Peter Kay <[email protected]> wrote:

> On Fri, 8 Jan 2021 at 16:47, Stefan Sperling <[email protected]> wrote:
> >
> > On Fri, Jan 08, 2021 at 05:13:52PM +0100, Patrick Wildt wrote:
> 
> > > There's umb(4).  It supports USB's MBIM standard.  There are some MBIM
> > > compatible chips around, one for instance is this one:
> [..]
> > I have umb(4) working on an APU1 board. It's a Sierra Wireless EM7345, the 
> > one
> > shipped with x250 Thinkpads. Installation in an APU requires a compatible 
> > M.2
> > to miniPCIe adapter. Make sure to get an adapter with the correct M.2 
> > keying.
> > If the vendor advertises GSM/UMTS/LTE modem support the adapter should work.
> > If they don't, better ask before buying.
> >
> > This combo works fine in the middle miniPCIe slot of the APU. You'll need a
> > full size SIM card for the SIM card slot. Again, an adapter will help to fit
> > a micro or nano SIM.
> >
> > You will also want LTE antennas and compatible pigtails. Using wifi antennas
> > will result in about 50% packet loss.
> 
> Much obliged, I see some of those cards are quite cheap on ebay, and I
> don't need to have the absolute latest.
> 
> Now to find antennas and pigtails to link to the card

Be careful.

Cards listed with the right model could have older firmware which don't
suppor the MBIM protocol natively, but instead the older MSM protocol.
Or they have MBIM, but it is hidden from our driver.  Thus you end up with
umsm(4) support instead of umb(4).  With umsm(4) you need to do ppp yourself,
it is not a transparent network driver.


Copy all of the data below without altering a single line.

Source records:
<<<<
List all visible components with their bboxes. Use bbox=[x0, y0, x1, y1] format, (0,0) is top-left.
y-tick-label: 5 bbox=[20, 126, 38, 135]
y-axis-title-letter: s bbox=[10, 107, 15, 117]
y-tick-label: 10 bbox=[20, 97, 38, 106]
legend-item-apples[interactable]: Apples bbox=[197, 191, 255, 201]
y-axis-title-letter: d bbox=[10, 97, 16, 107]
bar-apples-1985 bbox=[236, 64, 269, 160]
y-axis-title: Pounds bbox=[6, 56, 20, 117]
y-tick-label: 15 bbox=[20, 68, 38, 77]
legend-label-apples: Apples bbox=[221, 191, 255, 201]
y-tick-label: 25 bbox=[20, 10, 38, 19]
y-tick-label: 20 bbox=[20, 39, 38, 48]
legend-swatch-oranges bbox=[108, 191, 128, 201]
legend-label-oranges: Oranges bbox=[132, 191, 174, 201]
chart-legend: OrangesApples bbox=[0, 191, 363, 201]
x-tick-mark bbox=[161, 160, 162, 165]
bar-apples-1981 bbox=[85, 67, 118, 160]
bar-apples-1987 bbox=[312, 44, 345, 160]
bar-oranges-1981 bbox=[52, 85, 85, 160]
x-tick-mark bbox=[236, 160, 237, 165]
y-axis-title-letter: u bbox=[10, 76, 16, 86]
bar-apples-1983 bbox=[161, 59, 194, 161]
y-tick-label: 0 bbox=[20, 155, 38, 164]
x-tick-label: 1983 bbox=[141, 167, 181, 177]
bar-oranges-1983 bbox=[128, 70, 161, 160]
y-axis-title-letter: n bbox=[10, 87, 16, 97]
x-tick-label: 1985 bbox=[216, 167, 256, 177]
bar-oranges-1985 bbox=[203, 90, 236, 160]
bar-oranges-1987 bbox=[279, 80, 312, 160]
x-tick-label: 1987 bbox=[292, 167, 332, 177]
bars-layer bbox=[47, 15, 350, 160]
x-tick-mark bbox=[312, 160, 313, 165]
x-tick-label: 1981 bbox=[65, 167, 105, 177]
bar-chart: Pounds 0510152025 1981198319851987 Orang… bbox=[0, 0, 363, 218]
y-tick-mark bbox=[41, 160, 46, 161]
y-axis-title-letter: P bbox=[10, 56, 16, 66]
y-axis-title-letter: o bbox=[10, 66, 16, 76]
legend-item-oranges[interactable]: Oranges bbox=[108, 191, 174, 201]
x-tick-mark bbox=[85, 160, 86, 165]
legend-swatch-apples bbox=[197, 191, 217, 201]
>>>>
» Exercise response
List all visible components with their bboxes. Use bbox=[x0, y0, x1, y1] format, (0,0) is top-left.
y-tick-label: 5 bbox=[20, 126, 38, 135]
y-axis-title-letter: s bbox=[10, 107, 15, 117]
y-tick-label: 10 bbox=[20, 97, 38, 106]
legend-item-apples[interactable]: Apples bbox=[197, 191, 255, 201]
y-axis-title-letter: d bbox=[10, 97, 16, 107]
bar-apples-1985 bbox=[236, 64, 269, 160]
y-axis-title: Pounds bbox=[6, 56, 20, 117]
y-tick-label: 15 bbox=[20, 68, 38, 77]
legend-label-apples: Apples bbox=[221, 191, 255, 201]
y-tick-label: 25 bbox=[20, 10, 38, 19]
y-tick-label: 20 bbox=[20, 39, 38, 48]
legend-swatch-oranges bbox=[108, 191, 128, 201]
legend-label-oranges: Oranges bbox=[132, 191, 174, 201]
chart-legend: OrangesApples bbox=[0, 191, 363, 201]
x-tick-mark bbox=[161, 160, 162, 165]
bar-apples-1981 bbox=[85, 67, 118, 160]
bar-apples-1987 bbox=[312, 44, 345, 160]
bar-oranges-1981 bbox=[52, 85, 85, 160]
x-tick-mark bbox=[236, 160, 237, 165]
y-axis-title-letter: u bbox=[10, 76, 16, 86]
bar-apples-1983 bbox=[161, 59, 194, 161]
y-tick-label: 0 bbox=[20, 155, 38, 164]
x-tick-label: 1983 bbox=[141, 167, 181, 177]
bar-oranges-1983 bbox=[128, 70, 161, 160]
y-axis-title-letter: n bbox=[10, 87, 16, 97]
x-tick-label: 1985 bbox=[216, 167, 256, 177]
bar-oranges-1985 bbox=[203, 90, 236, 160]
bar-oranges-1987 bbox=[279, 80, 312, 160]
x-tick-label: 1987 bbox=[292, 167, 332, 177]
bars-layer bbox=[47, 15, 350, 160]
x-tick-mark bbox=[312, 160, 313, 165]
x-tick-label: 1981 bbox=[65, 167, 105, 177]
bar-chart: Pounds 0510152025 1981198319851987 Orang… bbox=[0, 0, 363, 218]
y-tick-mark bbox=[41, 160, 46, 161]
y-axis-title-letter: P bbox=[10, 56, 16, 66]
y-axis-title-letter: o bbox=[10, 66, 16, 76]
legend-item-oranges[interactable]: Oranges bbox=[108, 191, 174, 201]
x-tick-mark bbox=[85, 160, 86, 165]
legend-swatch-apples bbox=[197, 191, 217, 201]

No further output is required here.